I reflected. ‘I don’t think so. I—’ I stopped, remembering something.

‘So she did,’ said Hardcastle. ‘Go on. When was it?’

‘We were just going out to the police car,’ I said unhappily. ‘She’d left her gloves behind. I said, “I’ll get them for you” and she said, “Oh, I know just where I must have dropped them. I don’t mind going into that room now that the body’s gone,” and she ran back into the house. But she was only gone a minute—’

‘Did she have her gloves on, or in her hand when she rejoined you?’

I hesitated. ‘Yes—yes, I think she did.’

‘Obviously she didn’t,’ said Hardcastle, ‘or you wouldn’t have hesitated.’

‘She probably stuffed them in her bag.’

‘The trouble is,’ said Hardcastle in an accusing manner, ‘you’ve fallen for that girl.’

‘Don’t be idiotic,’ I defended myself vigorously. ‘I saw her for the first time yesterday afternoon, and it wasn’t exactly what you’d call a romantic introduction.’

‘I’m not so sure of that,’ said Hardcastle. ‘It isn’t every day that young men have girls falling into their arms screaming for help in the approved Victorian fashion. Makes a man feel a hero and a gallant protector. Only you’ve got to stop protecting her. That’s all. So far as you know, that girl may be up to the neck in this murder business.’

‘Are you saying that this slip of a girl stuck a knife into a man, hid it somewhere so carefully that none of your sleuths could find it, then deliberately rushed out of the house and did a screaming act all over me?’

‘You’d be surprised at what I’ve seen in my time,’ said Hardcastle darkly.

‘Don’t you realize,’ I demanded, indignantly, ‘that my life has been full of beautiful spies of every nationality? All of them with vital statistics that would make an American private eye forget all about the shot of rye in his collar drawer. I’m immune to all female allurements.’

‘Everybody meets his Waterloo in the end,’ said Hardcastle. ‘It all depends on the type. Sheila Webb seems to be your type.’

‘Anyway, I can’t see why you’re so set on fastening it on her.’

Hardcastle sighed.

‘I’m not fastening it on her—but I’ve got to start somewhere. The body was found in Pebmarsh’s house. That involves her. The body was found by the Webb girl—I don’t need to tell you how often the first person to find a dead body is the same as the person who last saw him alive.
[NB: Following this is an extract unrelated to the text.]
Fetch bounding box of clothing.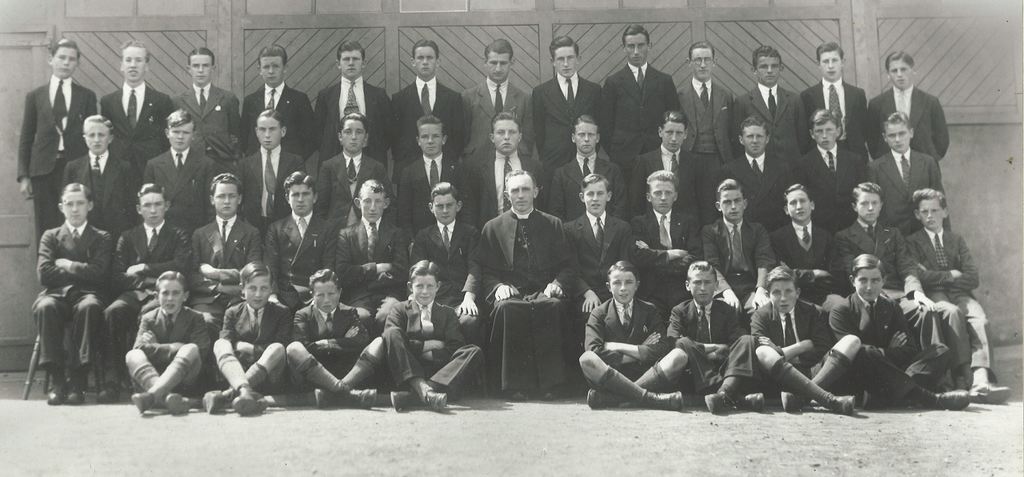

Until more facts turn up, those two remain in the picture.’

‘When I went into that room at just after three o’clock, the body had been dead at least half an hour, probably longer. How about that?’
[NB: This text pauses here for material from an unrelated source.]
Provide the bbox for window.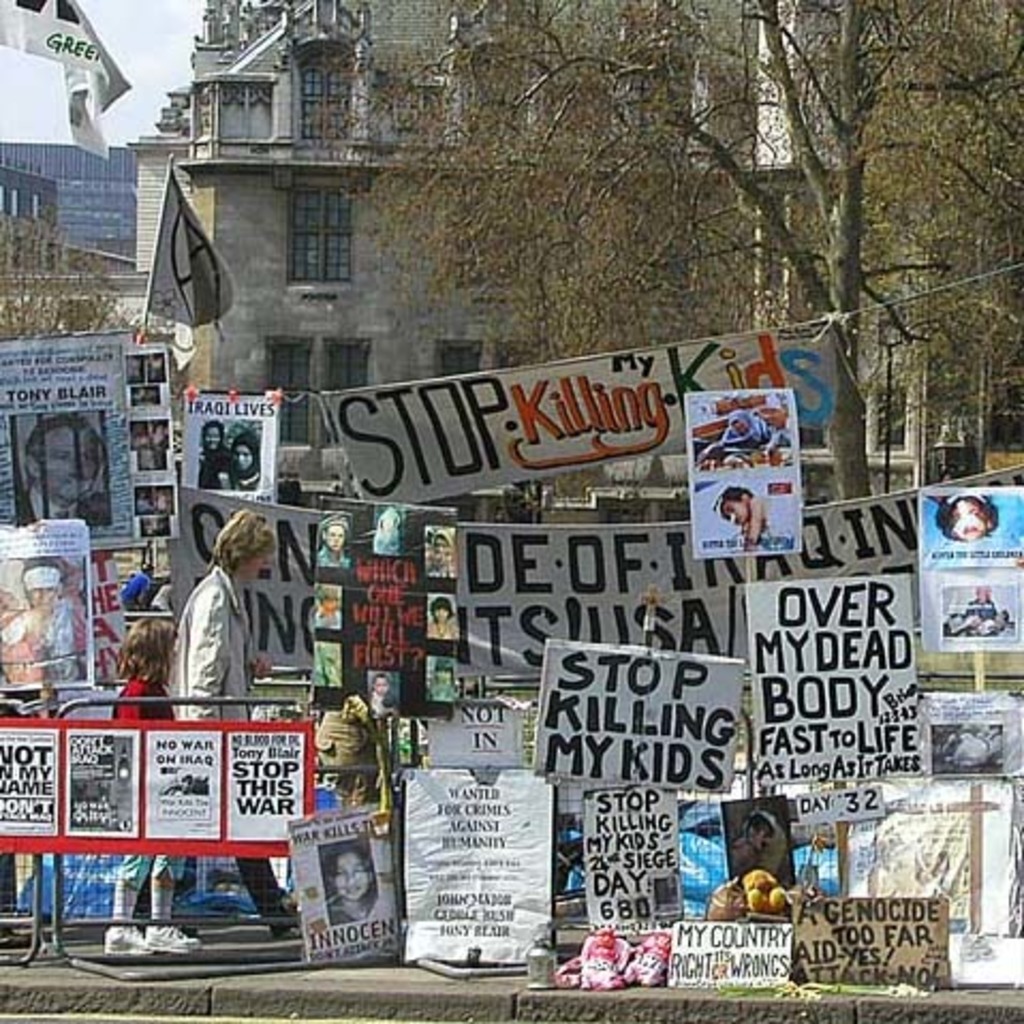
BBox(265, 154, 363, 271).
‘Sheila Webb had her lunch hour from 1.30 to 2.30.’

I looked at him in exasperation.

‘What have you found out about Curry?’

Hardcastle said with unexpected bitterness: ‘Nothing!’

‘What do you mean—nothing?’

‘Just that he doesn’t exist—there’s no such person.’
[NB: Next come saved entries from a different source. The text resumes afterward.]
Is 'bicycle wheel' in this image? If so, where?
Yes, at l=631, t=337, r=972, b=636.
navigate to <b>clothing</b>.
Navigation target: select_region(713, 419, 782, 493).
‘What do the Metropolis Insurance Company say?’

‘They’ve nothing to say either, because there’s no such thing. The Metropolis and Provincial Insurance Company doesn’t exist. As far as Mr Curry from Denvers Street goes, there’s no Mr Curry, no Denvers Street, Number 7 or any other number.’

‘Interesting,’ I said. ‘You mean he just had some bogus cards printed with a bogus name, address and insurance company?’

‘Presumably.’

‘What is the big idea, do you think?’

Hardcastle shrugged his shoulders.

‘At the moment it’s guesswork. Perhaps he collected bogus premiums. Perhaps it was a way of introducing himself into houses and working some confidence trick. He may have been a swindler or a confidence trickster or a picker-up of unconsidered trifles or a private inquiry agent. We just don’t know.’

‘But you’ll find out.’

‘Oh, yes, we’ll know in the end. We sent up his fingerprints to see if he’s got a record of any kind. If he has it’ll be a big step on the way. If he hasn’t, it’ll be rather more difficult.’